If a being of infinite wisdom wrote the Bible, or caused it to
be written, he must have known exactly how his words would be
interpreted by all the world, and he must have intended to convey
the very meaning that was conveyed. He must have known that by
reading that book, man would form erroneous views as to the shape,
antiquity, and size of this world; that he would be misled as to
the time and order of creation; that he would have the most
childish and contemptible views of the creator; that the "sacred
word" would be used to support slavery and polygamy; that it would
build dungeons for the good, and light fagots to consume the brave,
and therefore he must have intended that these results should
follow. He also must have known that thousands and millions of men
and women never could believe his Bible, and that the number of
unbelievers would increase in the exact ratio of civilization, and
therefore, he must have intended that result.

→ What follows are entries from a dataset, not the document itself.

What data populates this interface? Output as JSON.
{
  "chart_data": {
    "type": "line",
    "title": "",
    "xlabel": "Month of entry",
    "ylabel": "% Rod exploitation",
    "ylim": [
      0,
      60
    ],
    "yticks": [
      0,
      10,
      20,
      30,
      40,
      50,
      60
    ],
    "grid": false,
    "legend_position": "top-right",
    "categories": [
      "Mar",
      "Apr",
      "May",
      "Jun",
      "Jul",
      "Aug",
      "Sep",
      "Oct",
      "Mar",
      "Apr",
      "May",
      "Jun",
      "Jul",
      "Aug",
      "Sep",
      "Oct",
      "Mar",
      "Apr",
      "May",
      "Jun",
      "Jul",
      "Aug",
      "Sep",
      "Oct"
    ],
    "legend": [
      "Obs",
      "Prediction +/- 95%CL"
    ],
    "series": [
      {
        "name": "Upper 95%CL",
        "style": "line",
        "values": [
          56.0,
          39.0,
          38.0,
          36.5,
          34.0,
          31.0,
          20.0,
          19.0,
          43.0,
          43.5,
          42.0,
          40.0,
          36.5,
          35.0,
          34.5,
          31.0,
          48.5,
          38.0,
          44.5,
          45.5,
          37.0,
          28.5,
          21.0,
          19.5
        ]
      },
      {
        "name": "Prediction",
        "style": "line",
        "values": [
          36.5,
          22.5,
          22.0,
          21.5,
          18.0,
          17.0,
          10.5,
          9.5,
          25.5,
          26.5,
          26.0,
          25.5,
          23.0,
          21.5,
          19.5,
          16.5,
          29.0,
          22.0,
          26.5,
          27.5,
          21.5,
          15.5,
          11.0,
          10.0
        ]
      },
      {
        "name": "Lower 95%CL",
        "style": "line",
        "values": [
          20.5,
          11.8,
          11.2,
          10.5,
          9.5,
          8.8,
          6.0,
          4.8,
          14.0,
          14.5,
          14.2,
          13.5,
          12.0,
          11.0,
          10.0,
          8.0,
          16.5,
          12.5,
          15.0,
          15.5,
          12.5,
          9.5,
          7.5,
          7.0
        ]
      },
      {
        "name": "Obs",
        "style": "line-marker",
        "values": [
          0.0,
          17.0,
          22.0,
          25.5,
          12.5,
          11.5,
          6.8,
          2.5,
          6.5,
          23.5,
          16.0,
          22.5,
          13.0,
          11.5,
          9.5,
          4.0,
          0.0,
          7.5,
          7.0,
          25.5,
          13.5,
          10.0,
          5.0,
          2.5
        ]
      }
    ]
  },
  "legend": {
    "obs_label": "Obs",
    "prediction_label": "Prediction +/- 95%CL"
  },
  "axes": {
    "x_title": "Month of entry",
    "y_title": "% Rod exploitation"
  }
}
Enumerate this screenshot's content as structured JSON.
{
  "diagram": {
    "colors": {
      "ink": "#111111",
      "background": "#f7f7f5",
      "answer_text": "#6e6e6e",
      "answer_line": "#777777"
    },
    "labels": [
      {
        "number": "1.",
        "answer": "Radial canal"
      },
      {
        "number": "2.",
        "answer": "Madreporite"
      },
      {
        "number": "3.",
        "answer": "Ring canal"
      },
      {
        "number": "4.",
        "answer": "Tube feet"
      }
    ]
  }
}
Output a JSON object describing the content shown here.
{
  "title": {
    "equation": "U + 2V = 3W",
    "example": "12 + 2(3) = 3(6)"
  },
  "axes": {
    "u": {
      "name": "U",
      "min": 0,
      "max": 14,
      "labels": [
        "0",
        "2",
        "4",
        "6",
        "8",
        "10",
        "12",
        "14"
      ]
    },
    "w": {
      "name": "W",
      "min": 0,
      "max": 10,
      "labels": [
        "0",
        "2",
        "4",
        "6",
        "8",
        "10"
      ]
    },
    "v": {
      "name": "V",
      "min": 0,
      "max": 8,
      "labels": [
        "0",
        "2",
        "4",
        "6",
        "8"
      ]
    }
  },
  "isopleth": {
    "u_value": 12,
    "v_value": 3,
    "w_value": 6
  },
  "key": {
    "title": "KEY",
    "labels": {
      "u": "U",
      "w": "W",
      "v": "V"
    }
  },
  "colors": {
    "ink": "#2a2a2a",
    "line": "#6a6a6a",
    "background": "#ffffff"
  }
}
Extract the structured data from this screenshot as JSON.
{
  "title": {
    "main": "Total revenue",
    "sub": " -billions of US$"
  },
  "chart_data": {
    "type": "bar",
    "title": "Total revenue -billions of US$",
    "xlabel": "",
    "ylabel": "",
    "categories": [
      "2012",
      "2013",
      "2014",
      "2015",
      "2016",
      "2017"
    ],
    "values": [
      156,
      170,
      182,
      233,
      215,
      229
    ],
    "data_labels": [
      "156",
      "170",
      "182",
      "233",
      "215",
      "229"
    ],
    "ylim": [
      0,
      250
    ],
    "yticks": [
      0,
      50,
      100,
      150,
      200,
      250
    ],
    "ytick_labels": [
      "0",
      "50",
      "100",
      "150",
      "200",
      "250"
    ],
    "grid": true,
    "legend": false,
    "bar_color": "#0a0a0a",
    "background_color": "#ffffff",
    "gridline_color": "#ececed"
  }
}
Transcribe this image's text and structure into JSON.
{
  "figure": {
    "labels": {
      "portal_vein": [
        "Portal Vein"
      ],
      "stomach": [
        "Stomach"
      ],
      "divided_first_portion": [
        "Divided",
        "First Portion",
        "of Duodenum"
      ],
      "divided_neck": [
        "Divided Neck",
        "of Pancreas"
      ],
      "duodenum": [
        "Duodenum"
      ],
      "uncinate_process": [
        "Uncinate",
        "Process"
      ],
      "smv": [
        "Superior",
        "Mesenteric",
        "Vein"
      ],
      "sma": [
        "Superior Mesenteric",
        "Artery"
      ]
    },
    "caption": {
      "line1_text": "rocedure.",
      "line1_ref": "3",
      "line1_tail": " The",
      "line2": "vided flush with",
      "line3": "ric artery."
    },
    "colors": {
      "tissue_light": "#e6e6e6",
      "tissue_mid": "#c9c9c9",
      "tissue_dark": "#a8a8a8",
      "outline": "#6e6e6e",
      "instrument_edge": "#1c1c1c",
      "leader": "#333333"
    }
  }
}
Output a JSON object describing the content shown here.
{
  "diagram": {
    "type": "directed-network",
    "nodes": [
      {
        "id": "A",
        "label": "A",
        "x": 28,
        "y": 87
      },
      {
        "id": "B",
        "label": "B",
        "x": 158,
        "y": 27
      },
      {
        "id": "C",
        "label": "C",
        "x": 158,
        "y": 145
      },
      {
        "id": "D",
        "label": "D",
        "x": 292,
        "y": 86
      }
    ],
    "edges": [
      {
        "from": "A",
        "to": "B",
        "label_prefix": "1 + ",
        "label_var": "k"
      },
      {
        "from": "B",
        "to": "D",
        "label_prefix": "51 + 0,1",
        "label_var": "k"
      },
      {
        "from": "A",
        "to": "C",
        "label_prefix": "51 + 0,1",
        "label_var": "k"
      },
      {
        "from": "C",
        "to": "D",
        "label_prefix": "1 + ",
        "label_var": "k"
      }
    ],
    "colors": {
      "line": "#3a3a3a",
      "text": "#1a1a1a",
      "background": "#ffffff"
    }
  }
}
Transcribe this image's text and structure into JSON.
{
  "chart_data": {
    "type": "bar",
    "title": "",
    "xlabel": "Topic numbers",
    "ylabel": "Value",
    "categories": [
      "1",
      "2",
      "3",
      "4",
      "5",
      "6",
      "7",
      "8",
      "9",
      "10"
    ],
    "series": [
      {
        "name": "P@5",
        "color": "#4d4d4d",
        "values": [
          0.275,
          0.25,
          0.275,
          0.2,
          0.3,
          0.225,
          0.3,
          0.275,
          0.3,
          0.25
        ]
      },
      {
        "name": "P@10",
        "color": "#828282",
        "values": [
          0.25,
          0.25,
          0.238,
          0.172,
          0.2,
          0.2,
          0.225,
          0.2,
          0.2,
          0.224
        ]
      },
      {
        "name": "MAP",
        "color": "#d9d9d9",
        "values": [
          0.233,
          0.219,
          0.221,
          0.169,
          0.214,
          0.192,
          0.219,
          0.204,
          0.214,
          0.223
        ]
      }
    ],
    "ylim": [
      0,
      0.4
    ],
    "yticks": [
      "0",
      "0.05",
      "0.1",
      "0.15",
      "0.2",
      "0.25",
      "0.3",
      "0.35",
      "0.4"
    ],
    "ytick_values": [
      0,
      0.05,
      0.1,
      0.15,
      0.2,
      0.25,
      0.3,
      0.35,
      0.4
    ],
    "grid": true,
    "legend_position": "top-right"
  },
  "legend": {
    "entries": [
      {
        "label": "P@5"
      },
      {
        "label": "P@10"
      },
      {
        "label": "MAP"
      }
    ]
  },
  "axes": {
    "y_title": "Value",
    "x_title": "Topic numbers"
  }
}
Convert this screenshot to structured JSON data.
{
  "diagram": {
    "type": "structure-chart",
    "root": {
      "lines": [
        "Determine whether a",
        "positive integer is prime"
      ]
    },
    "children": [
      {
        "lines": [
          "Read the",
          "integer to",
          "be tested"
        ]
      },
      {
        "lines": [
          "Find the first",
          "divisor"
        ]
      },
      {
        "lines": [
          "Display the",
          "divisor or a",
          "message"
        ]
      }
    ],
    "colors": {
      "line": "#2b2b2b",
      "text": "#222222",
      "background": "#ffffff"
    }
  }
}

Let us understand this. An honest finite being uses the best
words, in his judgment, to convey his meaning. This is the best he
can do, because he cannot certainly know the exact effect of his
words on others. But an infinite being must know not only the real
meaning of the words, but the exact meaning they will convey to
every reader and hearer. He must know every meaning that they are
capable of conveying to every mind. He must also know what
explanations must be made to prevent misconception. If an infinite
being cannot, in making a revelation to man, use such words that
every person to whom a revelation is essential will understand
distinctly what that revelation is, then a revelation from God
through the instrumentality of language is impossible, or it is not
essential that all should understand it correctly. It may be urged
that millions have not the capacity to understand a revelation,
although expressed in the plainest words. To this it seems a
sufficient reply to ask, why a being of infinite power should
create men so devoid of intelligence, that he cannot by any means
make known to them his will? We are told that it is exceedingly
plain, and that a wayfaring man, though a fool, need not err
therein. This statement is refuted by the religious history of the
Christian world. Every sect is a certificate that God has not
plainly revealed his will to man. To each reader the Bible conveys
a different meaning. About the meaning of this book, called a
revelation, there have been ages of war, and centuries of sword and
flame. If written by an infinite God, he must have known that these
results must follow; and thus knowing, he must be responsible for
all.
Is it not infinitely more reasonable to say that this book is
the work of man, that it is filled with mingled truth and error,
with mistakes and facts, and reflects, too faithfully perhaps, the
"very form and pressure of its time"?
If there are mistakes in the Bible, certainly they were made
by man. If there is anything contrary to nature, it was written by
man. If there is anything immoral, cruel, heartless or infamous, it
certainly was never written by a being worthy of the adoration of
mankind.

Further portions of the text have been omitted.